“Too bad,” he murmured. “That last bullet of old Hoff’s got him, but he died in a good cause.”

Jane, brushing away the tears that came welling unbidden into her eyes, turned now for the first time since his surrender to look at Frederic.

She had expected as she looked at him lying there shackled on the floor to read in his expression humiliation at his plight, grief at the failure of his effort to aid Germany, possibly reproach for her in having aided in entrapping him. To her amazement there was nothing of this in his face.

As he lay there on the floor he was observing her with a tender look of love, and in his eyes what was still more puzzling was an unmistakable expression of triumph and happiness.

CHAPTER XVII
SOMETHING UNEXPECTED

Bewildered by the rapidity with which such a succession of terrifying events had taken place, Jane sank dazedly into a chair, trying her best to collect her thoughts, as she looked about on the recent scene of battle. All of the German plotters had been overcome and captured. There, dead on the floor, lay the arch conspirator, old Otto Hoff, his clammy face still twisted into a savage expression of malignant, defiant hate.

And there, too, a martyr to the country’s cause, lay Thomas Dean. A sob of pity rose in Jane’s throat as she thought of him, and the great tears rolled unchecked down her cheeks. He was so young, so brave, so fine. Why must Death have come to him when there was yet so much he might have done? With his talent and education, with his wonderful spirit of self-sacrifice, he might have gone far and high. Regretfully, she recalled that he had loved her, and with kind pity in her heart she reproached herself for not having been able to return to this fine, clean, American youth the affection she had inspired in him.

Thomas Dean, she told herself, was the type of man she should have loved, a man of her own people, with her own ideals, a man of her country, her flag, and yet—

There on the floor, not a dozen feet away from her, shameful circlets of steel girdling both his wrists and his ankles, lay the one man for whom she knew now she cared the most in all the world, the man she had just betrayed into Chief Fleck’s hands.

Bitterly she reproached herself for not having tried to induce Frederic to escape. In mental anguish she pictured him—the man she loved—standing in the prisoner’s dock in some courtroom, branded as a spy, as a leader of spies, charged with an attempt to slaughter the inhabitants—the women and children—of a sleeping, unprotected city. With growing horror it came to her that in all probability she herself would be called on to testify against him. It might even be her evidence that would result in his being led out before a firing squad and put to an ignominious death.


◆ **Problem to solve**
Below are entries. Give back exactly the lines from the one containing "Locate an element on the screen." through the one containing "The height and", inclusive, without the pictures.
Start of Block
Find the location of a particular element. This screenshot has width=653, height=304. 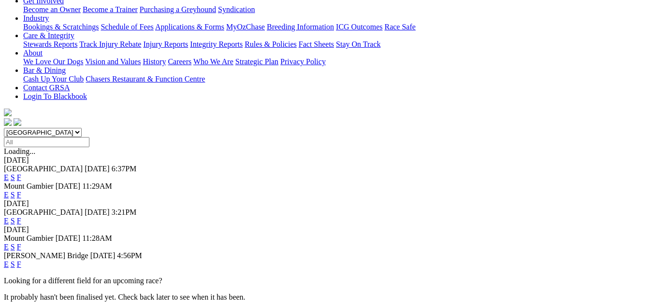

a: Care & Integrity is located at coordinates (49, 35).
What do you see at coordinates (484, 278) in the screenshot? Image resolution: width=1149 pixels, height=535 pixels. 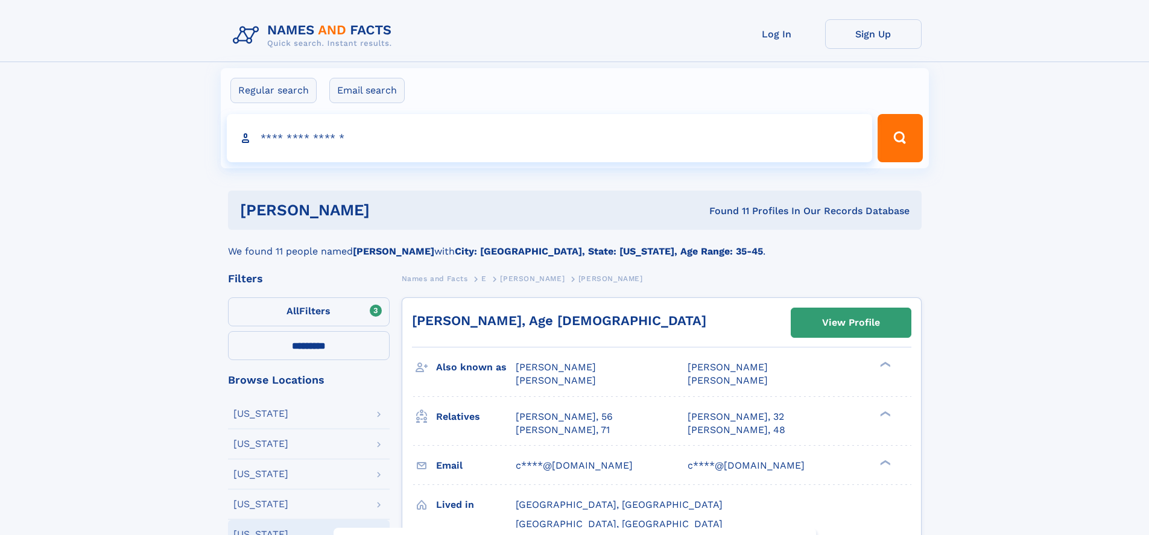 I see `a: E` at bounding box center [484, 278].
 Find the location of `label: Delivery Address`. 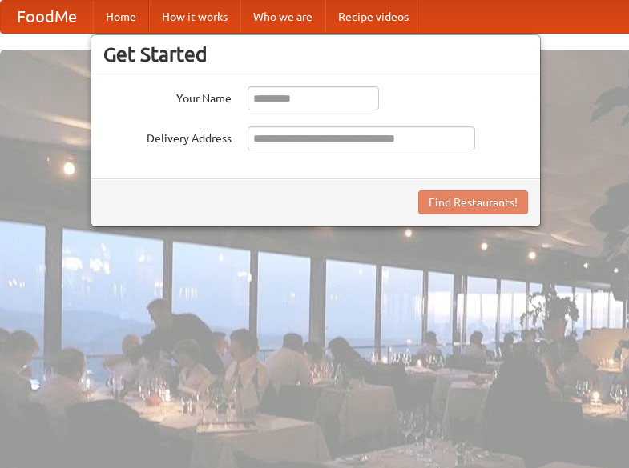

label: Delivery Address is located at coordinates (167, 136).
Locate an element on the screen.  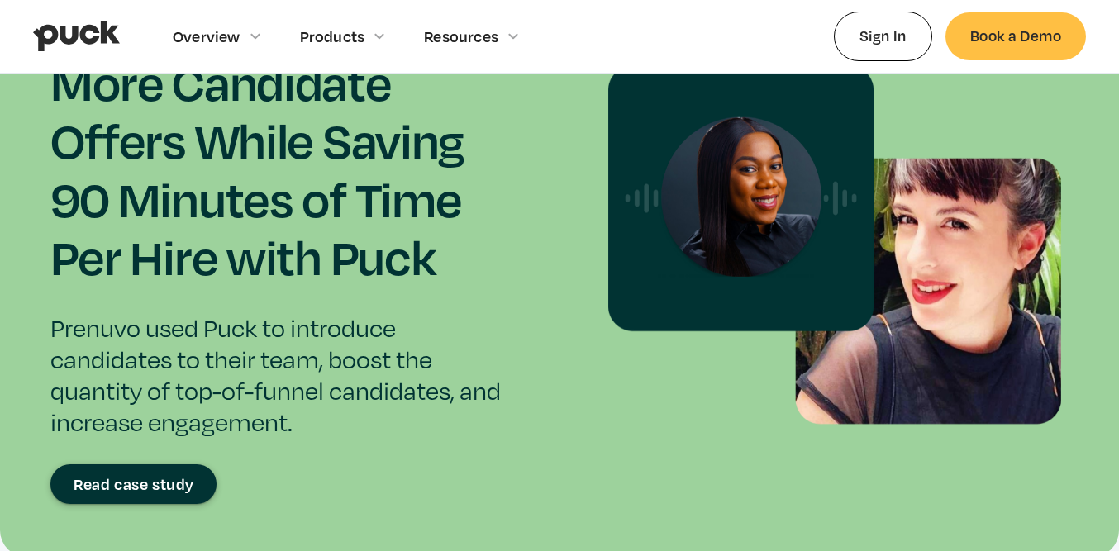
a: Book a Demo is located at coordinates (1016, 36).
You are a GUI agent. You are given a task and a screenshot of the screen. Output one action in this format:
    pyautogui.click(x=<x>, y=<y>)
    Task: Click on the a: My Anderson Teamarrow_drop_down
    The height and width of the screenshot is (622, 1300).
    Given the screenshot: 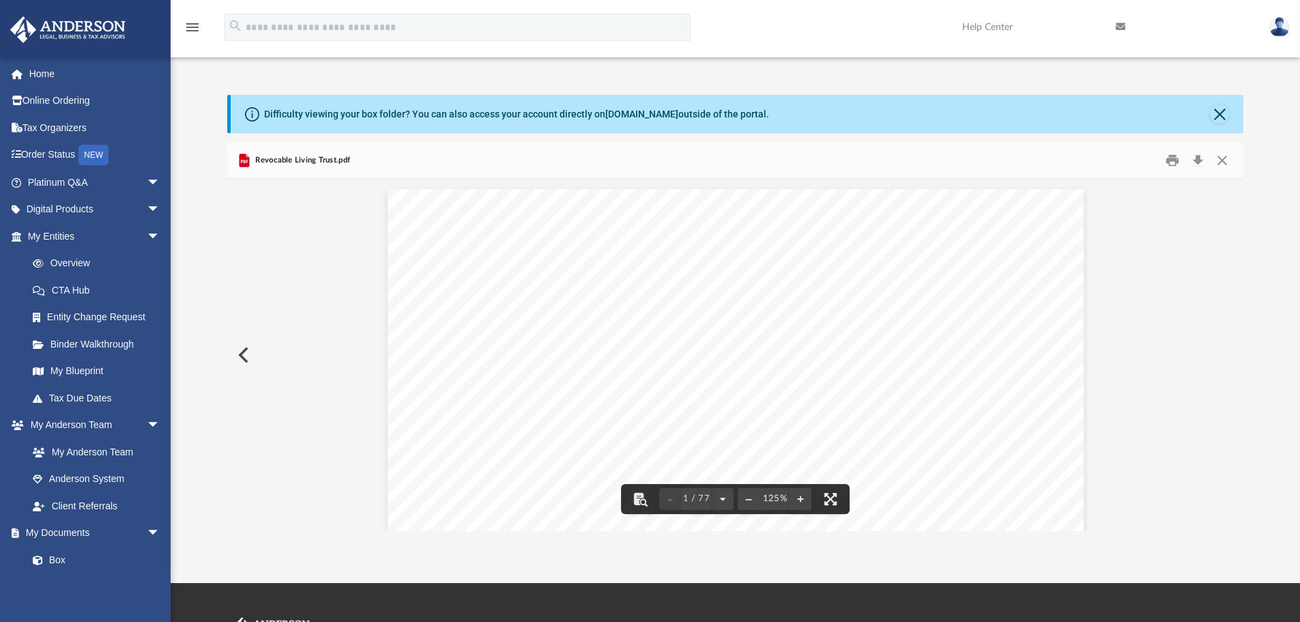 What is the action you would take?
    pyautogui.click(x=91, y=425)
End of Block
◆ **Finished task**
Locate an element on the screen.  
a: Book a Demo is located at coordinates (1016, 36).
You are a GUI agent. You are given a task and a screenshot of the screen. Output one action in this format:
    pyautogui.click(x=<x>, y=<y>)
    Task: Click on the a: My Anderson Teamarrow_drop_down
    The height and width of the screenshot is (622, 1300).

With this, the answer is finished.